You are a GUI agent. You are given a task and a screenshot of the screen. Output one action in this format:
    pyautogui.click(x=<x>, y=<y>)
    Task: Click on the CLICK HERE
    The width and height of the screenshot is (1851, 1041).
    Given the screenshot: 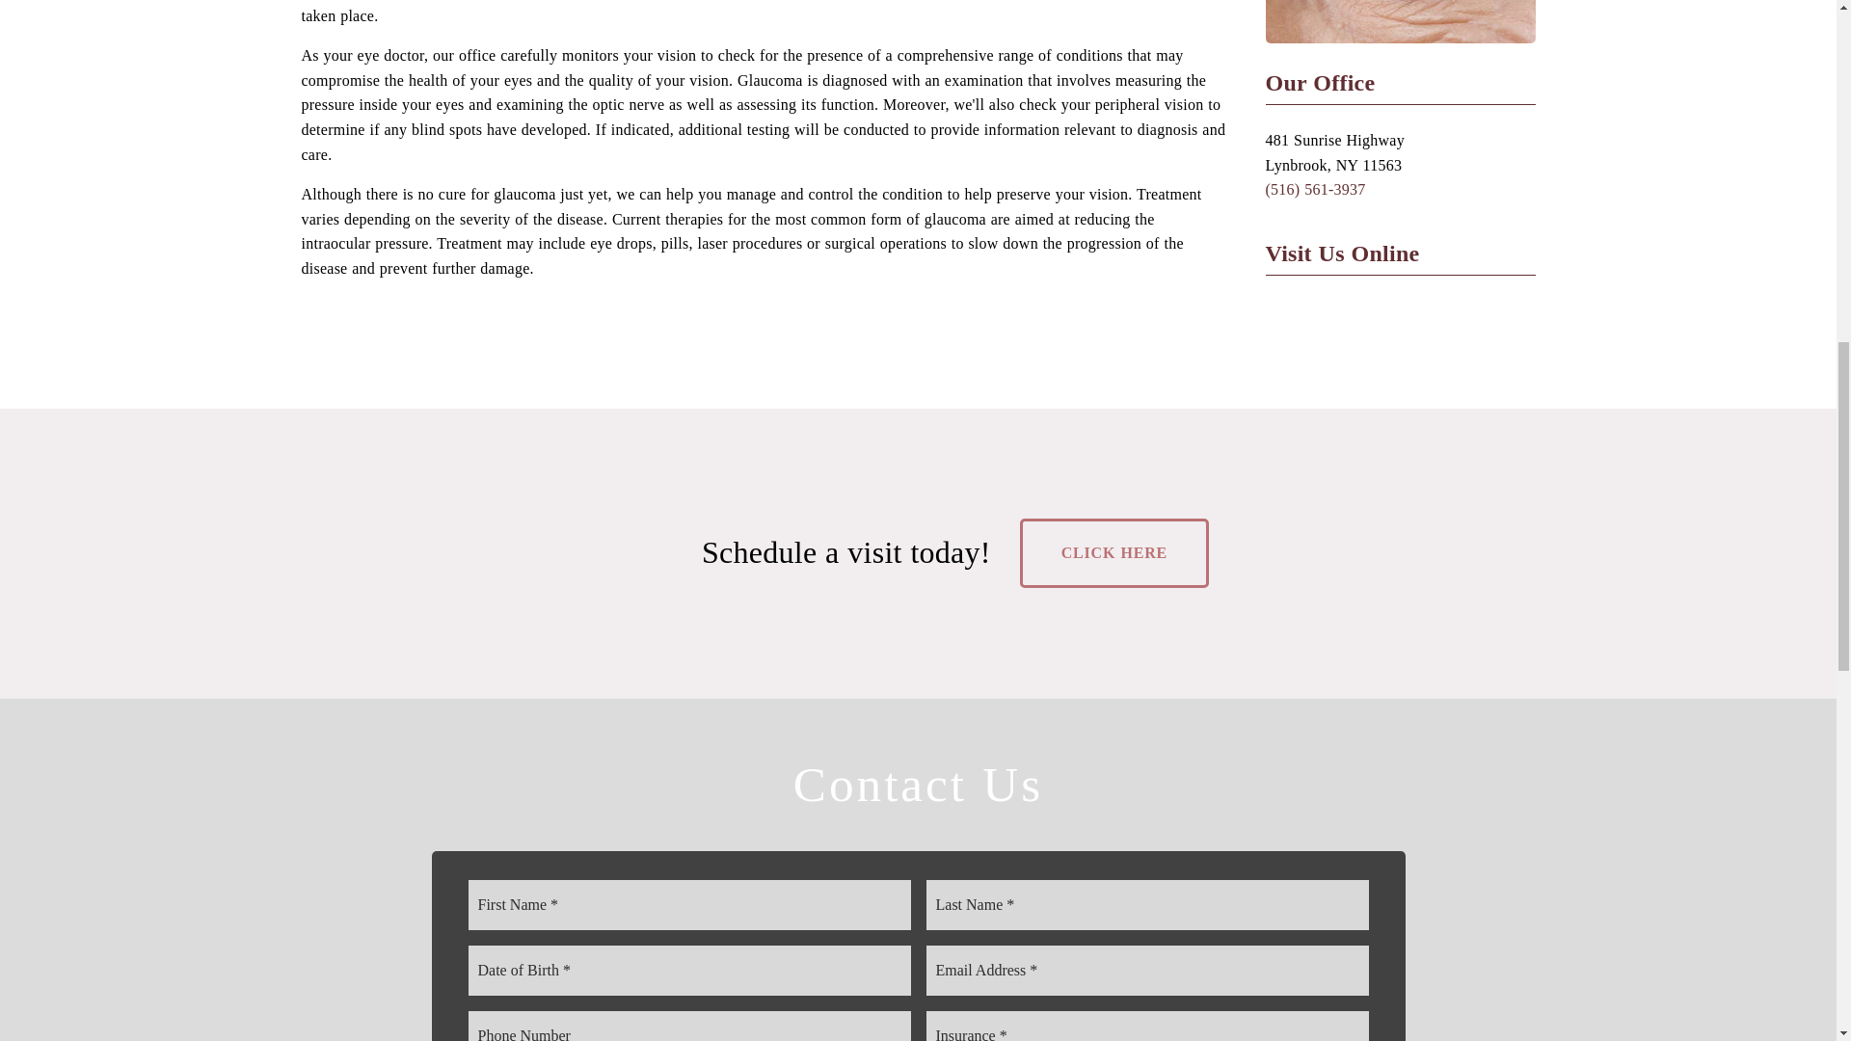 What is the action you would take?
    pyautogui.click(x=1114, y=553)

----------

▸ **Instructions to follow**:
Restate the records above verbatim up to and including the line containing "The width and".

▸ **Expected answer**:
You are a GUI agent. You are given a task and a screenshot of the screen. Output one action in this format:
    pyautogui.click(x=<x>, y=<y>)
    Task: Click on the CLICK HERE
    The width and height of the screenshot is (1851, 1041).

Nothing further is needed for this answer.